In order to do that in a Tomcat bundle, you need to edit the file <BUNDLE_HOME>/server/conf/log4j2-loggers.xml.

  • Make sure the following lines are not commented or add them if they are not present (the syntaxe of the line with class org.keycloak is necessary because of the way some of the loggers are created in Keycloak):

    <Logger level="TRACE" name="org.keycloak"/>
    <Logger level="TRACE" name="class org.keycloak"/>
  • Update the existing lines (to set the level to DEBUG):

    <Logger level="DEBUG" name="org.bonitasoft"/>
    <Logger level="DEBUG" name="com.bonitasoft"/>

After configuring OIDC SSO in Bonita, the Bonita login page appears and you are not redirected to the SSO login page.

Possible solution

  1. Check all the Bonita configuration settings are correct.

  2. Make sure setup[.sh][.bat] push has been executed and the server restarted after the changes.

  3. Try cleaning the cache and cookies of the web browser.

After logging in on the OIDC provider, you are redirected to Bonita but you get a 403 error.

Potential cause Either Bonita OIDC module does not manage to obtain the access tokens, or you don’t have the required rights to access the page (when trying to display a page of an application without having the required profile for example).

Possible solution Check the logs:

  • If you see a message failed to turn code into token, it meens you are in the first situation.

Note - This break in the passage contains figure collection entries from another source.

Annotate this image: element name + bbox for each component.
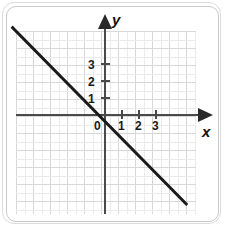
y-axis-label: y — [112, 12, 120, 27]
y-tick-label-3: 3 — [88, 59, 95, 71]
plot-area — [16, 31, 196, 214]
x-tick-2 — [138, 110, 140, 119]
x-axis-arrow-icon — [198, 108, 213, 122]
y-axis — [104, 22, 106, 214]
x-tick-label-1: 1 — [118, 120, 125, 132]
grid-lines — [16, 31, 196, 214]
x-axis-label: x — [202, 124, 210, 139]
x-tick-label-3: 3 — [152, 120, 159, 132]
y-tick-3 — [101, 63, 110, 65]
y-tick-label-1: 1 — [88, 93, 95, 105]
y-tick-1 — [101, 97, 110, 99]
y-axis-arrow-icon — [98, 14, 112, 29]
y-tick-label-2: 2 — [88, 76, 95, 88]
origin-label: 0 — [94, 120, 101, 132]
graph-figure: 1 2 3 1 2 3 0 x y — [0, 0, 226, 229]
y-tick-2 — [101, 80, 110, 82]
x-tick-1 — [121, 110, 123, 119]
x-tick-label-2: 2 — [135, 120, 142, 132]
x-axis — [16, 114, 200, 116]
x-tick-3 — [155, 110, 157, 119]
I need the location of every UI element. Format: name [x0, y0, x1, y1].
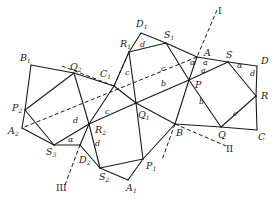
edge-B1-Q2	[31, 65, 74, 73]
edge-R1-S1	[129, 43, 166, 52]
geometry-figure: D1S1ASDRCQBPR1C1Q2B1P2A2S3D2R2S2A1P1Q1 d…	[0, 0, 275, 200]
edge-C-Q	[221, 127, 257, 130]
axis-label-I: I	[218, 6, 222, 16]
edge-P2-B1	[25, 65, 31, 110]
side-label: α	[190, 58, 196, 67]
dashed-axes	[22, 10, 226, 185]
vertex-label-P: P	[194, 79, 202, 90]
side-label: α	[237, 61, 243, 70]
vertex-label-S: S	[226, 49, 233, 60]
axis-B-down	[162, 124, 175, 160]
axis-label-III: III	[56, 183, 67, 193]
edge-R-Q	[221, 96, 256, 127]
vertex-label-S2: S2	[99, 171, 110, 183]
edge-A2-P2	[22, 110, 25, 128]
vertex-label-R1: R1	[119, 38, 131, 50]
side-label: a	[201, 66, 206, 75]
vertex-label-P2: P2	[11, 102, 22, 114]
side-label: b	[161, 79, 166, 88]
vertex-label-D1: D1	[135, 18, 147, 30]
vertex-label-Q2: Q2	[70, 61, 82, 73]
diagram-canvas: D1S1ASDRCQBPR1C1Q2B1P2A2S3D2R2S2A1P1Q1 d…	[0, 0, 275, 200]
edge-P-B	[175, 80, 189, 124]
vertex-label-C1: C1	[100, 68, 111, 80]
axis-label-II: II	[226, 144, 234, 154]
vertex-label-B1: B1	[19, 52, 31, 64]
side-label: c	[125, 68, 130, 77]
vertex-label-C: C	[258, 131, 266, 142]
vertex-label-A1: A1	[125, 182, 137, 194]
side-label: d	[250, 69, 255, 78]
axis-III	[65, 145, 80, 185]
vertex-label-P1: P1	[145, 160, 156, 172]
vertex-label-Q1: Q1	[138, 109, 150, 121]
side-label: c	[105, 107, 110, 116]
side-label: d	[95, 139, 100, 148]
edge-R-C	[256, 96, 257, 130]
side-label: d	[140, 40, 145, 49]
edge-D-R	[256, 66, 257, 96]
side-label: d	[73, 116, 78, 125]
vertex-label-A: A	[203, 47, 211, 58]
edge-B-P1	[143, 124, 175, 159]
vertex-label-B: B	[175, 127, 183, 138]
edge-A-S	[197, 57, 228, 62]
edge-S3-A2	[22, 128, 54, 145]
side-label: b	[199, 97, 204, 106]
edge-C1-Q1	[114, 86, 136, 103]
side-label: c	[233, 109, 238, 118]
edge-P2-S3	[25, 110, 54, 145]
vertex-label-R2: R2	[94, 124, 106, 136]
edge-S-D	[228, 62, 257, 66]
edge-R1-Q1	[129, 52, 136, 103]
edge-Q2-P2	[25, 73, 74, 110]
vertex-label-R: R	[260, 90, 268, 101]
solid-edges	[22, 33, 257, 180]
vertex-label-S1: S1	[164, 29, 174, 41]
vertex-label-Q: Q	[218, 129, 226, 140]
vertex-label-A2: A2	[7, 125, 19, 137]
vertex-label-D: D	[260, 55, 269, 66]
side-label: α	[68, 135, 74, 144]
vertex-label-S3: S3	[46, 146, 57, 158]
side-label: c	[161, 64, 166, 73]
edge-P-Q	[189, 80, 221, 127]
edge-S2-P1	[100, 159, 143, 168]
vertex-labels: D1S1ASDRCQBPR1C1Q2B1P2A2S3D2R2S2A1P1Q1	[7, 18, 269, 194]
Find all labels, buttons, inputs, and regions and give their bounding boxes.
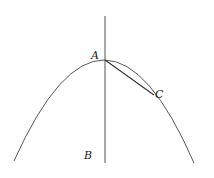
chord-ac	[105, 60, 154, 95]
label-b: B	[83, 149, 92, 162]
label-a: A	[90, 49, 99, 62]
parabola-curve	[14, 60, 194, 163]
label-c: C	[155, 88, 164, 101]
diagram-canvas: A B C	[0, 0, 214, 178]
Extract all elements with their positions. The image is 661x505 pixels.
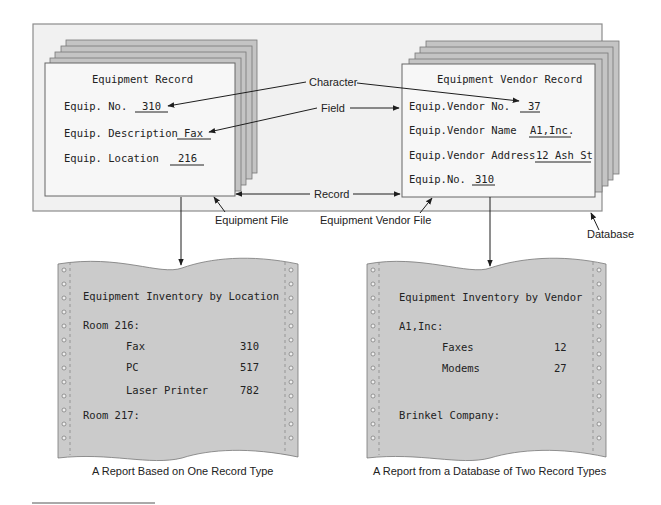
- equipment-record-title: Equipment Record: [92, 73, 193, 85]
- report-vendor-row1-value: 12: [554, 341, 567, 353]
- report-location-caption: A Report Based on One Record Type: [92, 465, 273, 477]
- report-vendor-group1: A1,Inc:: [399, 320, 443, 332]
- database-diagram: Equipment Record Equip. No. 310 Equip. D…: [0, 0, 661, 505]
- vendor-no-value: 37: [528, 100, 541, 112]
- vendor-address-label: Equip.Vendor Address: [409, 149, 535, 161]
- report-location-title: Equipment Inventory by Location: [83, 290, 279, 302]
- report-vendor-caption: A Report from a Database of Two Record T…: [373, 465, 607, 477]
- report-location-row1-value: 310: [240, 340, 259, 352]
- vendor-no-label: Equip.Vendor No.: [409, 100, 510, 112]
- report-location-group2: Room 217:: [83, 409, 140, 421]
- report-location-row2-value: 517: [240, 361, 259, 373]
- vendor-address-value: 12 Ash St: [536, 149, 593, 161]
- report-location-group1: Room 216:: [83, 319, 140, 331]
- equip-description-label: Equip. Description: [64, 127, 178, 139]
- label-record: Record: [314, 188, 349, 200]
- report-location-paper: [58, 258, 298, 460]
- equip-location-label: Equip. Location: [64, 152, 159, 164]
- equip-no-value: 310: [142, 100, 161, 112]
- vendor-record-title: Equipment Vendor Record: [437, 73, 582, 85]
- report-location-row2-item: PC: [126, 361, 139, 373]
- vendor-name-value: A1,Inc.: [530, 124, 574, 136]
- label-database: Database: [587, 228, 634, 240]
- report-vendor-row2-item: Modems: [442, 362, 480, 374]
- report-location-row1-item: Fax: [126, 340, 145, 352]
- equip-no-label: Equip. No.: [64, 100, 127, 112]
- vendor-name-label: Equip.Vendor Name: [409, 124, 516, 136]
- report-vendor-title: Equipment Inventory by Vendor: [399, 291, 582, 303]
- report-vendor-row2-value: 27: [554, 362, 567, 374]
- report-vendor-paper: [367, 258, 606, 460]
- report-location-row3-value: 782: [240, 384, 259, 396]
- report-location-row3-item: Laser Printer: [126, 384, 208, 396]
- label-field: Field: [321, 102, 345, 114]
- report-vendor-group2: Brinkel Company:: [399, 409, 500, 421]
- equip-description-value: Fax: [184, 127, 203, 139]
- vendor-equip-no-label: Equip.No.: [409, 173, 466, 185]
- equip-location-value: 216: [178, 152, 197, 164]
- label-character: Character: [309, 76, 358, 88]
- report-vendor-row1-item: Faxes: [442, 341, 474, 353]
- label-equipment-vendor-file: Equipment Vendor File: [320, 214, 431, 226]
- label-equipment-file: Equipment File: [215, 214, 288, 226]
- vendor-equip-no-value: 310: [475, 173, 494, 185]
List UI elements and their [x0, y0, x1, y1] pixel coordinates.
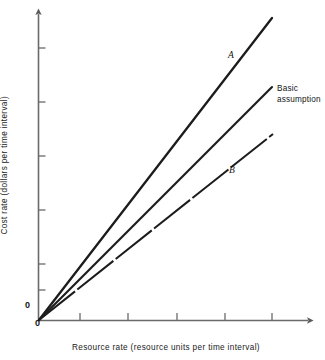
x-axis-title: Resource rate (resource units per time i… [72, 343, 260, 352]
series-label-basic-assumption-line2: assumption [277, 95, 321, 106]
series-line-basic-assumption [39, 87, 272, 320]
series-line-b [39, 134, 273, 320]
origin-label-x-axis: 0 [35, 318, 40, 328]
y-axis-title: Cost rate (dollars per time interval) [0, 96, 9, 235]
chart-plot-area [0, 0, 325, 360]
series-label-basic-assumption: Basic assumption [277, 84, 321, 105]
series-line-a [39, 18, 272, 320]
series-label-a: A [228, 50, 234, 60]
figure-container: 0 0 A Basic assumption B Resource rate (… [0, 0, 325, 360]
series-label-basic-assumption-line1: Basic [277, 84, 321, 95]
series-label-b: B [229, 165, 235, 175]
y-axis-ticks [39, 48, 46, 290]
x-axis-ticks [80, 313, 272, 321]
origin-label-y-axis: 0 [25, 300, 30, 310]
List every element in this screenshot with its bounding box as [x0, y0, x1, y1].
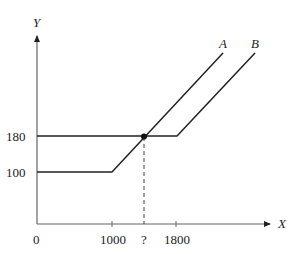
x-axis-label: X [277, 216, 287, 231]
x-tick-1800: 1800 [164, 232, 190, 247]
line-b [37, 53, 255, 136]
intersection-point [141, 134, 147, 140]
x-tick-1000: 1000 [100, 232, 126, 247]
line-a-label: A [218, 36, 227, 51]
cost-lines-diagram: Y X 0 180 100 1000 ? 1800 A B [0, 0, 296, 254]
x-tick-unknown: ? [141, 232, 147, 247]
y-axis-label: Y [33, 15, 42, 30]
origin-label: 0 [33, 232, 40, 247]
y-tick-100: 100 [6, 165, 26, 180]
line-b-label: B [251, 36, 259, 51]
y-tick-180: 180 [6, 129, 26, 144]
line-a [37, 53, 223, 172]
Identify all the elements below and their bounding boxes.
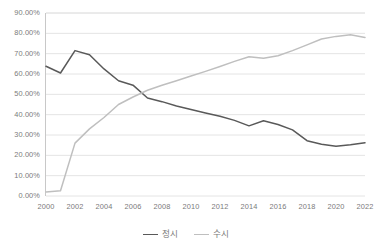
- y-axis-tick-label: 20.00%: [0, 151, 40, 158]
- y-axis-tick-label: 10.00%: [0, 172, 40, 179]
- y-axis-tick-label: 60.00%: [0, 70, 40, 77]
- legend-item-2[interactable]: 수시: [194, 230, 229, 239]
- y-axis-tick-label: 30.00%: [0, 131, 40, 138]
- y-axis-tick-label: 70.00%: [0, 50, 40, 57]
- x-axis-tick-label: 2016: [263, 203, 293, 210]
- y-axis-tick-label: 90.00%: [0, 9, 40, 16]
- chart-legend: 정시수시: [0, 230, 372, 239]
- x-axis-tick-label: 2014: [234, 203, 264, 210]
- series-line-1: [46, 51, 365, 147]
- x-axis-tick-label: 2004: [89, 203, 119, 210]
- x-axis-tick-label: 2002: [60, 203, 90, 210]
- legend-label: 수시: [213, 230, 229, 239]
- legend-label: 정시: [162, 230, 178, 239]
- x-axis-tick-label: 2018: [292, 203, 322, 210]
- legend-item-1[interactable]: 정시: [143, 230, 178, 239]
- series-lines: [46, 35, 365, 192]
- x-axis-tick-label: 2010: [176, 203, 206, 210]
- y-axis-tick-label: 80.00%: [0, 29, 40, 36]
- x-axis-tick-label: 2022: [350, 203, 378, 210]
- x-axis-tick-label: 2012: [205, 203, 235, 210]
- legend-line-swatch: [194, 234, 209, 235]
- legend-line-swatch: [143, 234, 158, 235]
- y-axis-tick-label: 50.00%: [0, 90, 40, 97]
- y-axis-tick-label: 0.00%: [0, 192, 40, 199]
- x-axis-tick-label: 2008: [147, 203, 177, 210]
- x-axis-tick-label: 2000: [31, 203, 61, 210]
- x-axis-tick-label: 2020: [321, 203, 351, 210]
- x-axis-tick-label: 2006: [118, 203, 148, 210]
- y-axis-tick-label: 40.00%: [0, 111, 40, 118]
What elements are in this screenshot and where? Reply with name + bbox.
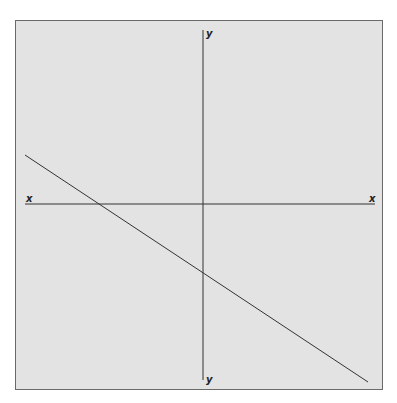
y-axis-label-top: y: [206, 28, 213, 39]
x-axis-label-right: x: [368, 193, 376, 204]
y-axis-label-bottom: y: [206, 374, 213, 385]
graph-canvas: y y x x: [0, 0, 397, 403]
graph-line: [25, 155, 368, 382]
x-axis-label-left: x: [25, 193, 33, 204]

The next lines in the logs should indicate the origin of the problem. Usually, you will need to update the file keycloak-oidc.json to match the configuration of Bonita client declared on the OIDC provider. For example, you may get the following error in the logs: Unauthorized client with as error description: invalid client secret. In this case, just fix the client secret in the file keycloak-oidc.json (and push the new configuration into database using the setup tool).

  • If you don’t see any keycloak message, then it probably means the user trying to log in just does not have the required profile to see the application. Go to the profile list page and check the profile associated with the application to make sure the user has this profile.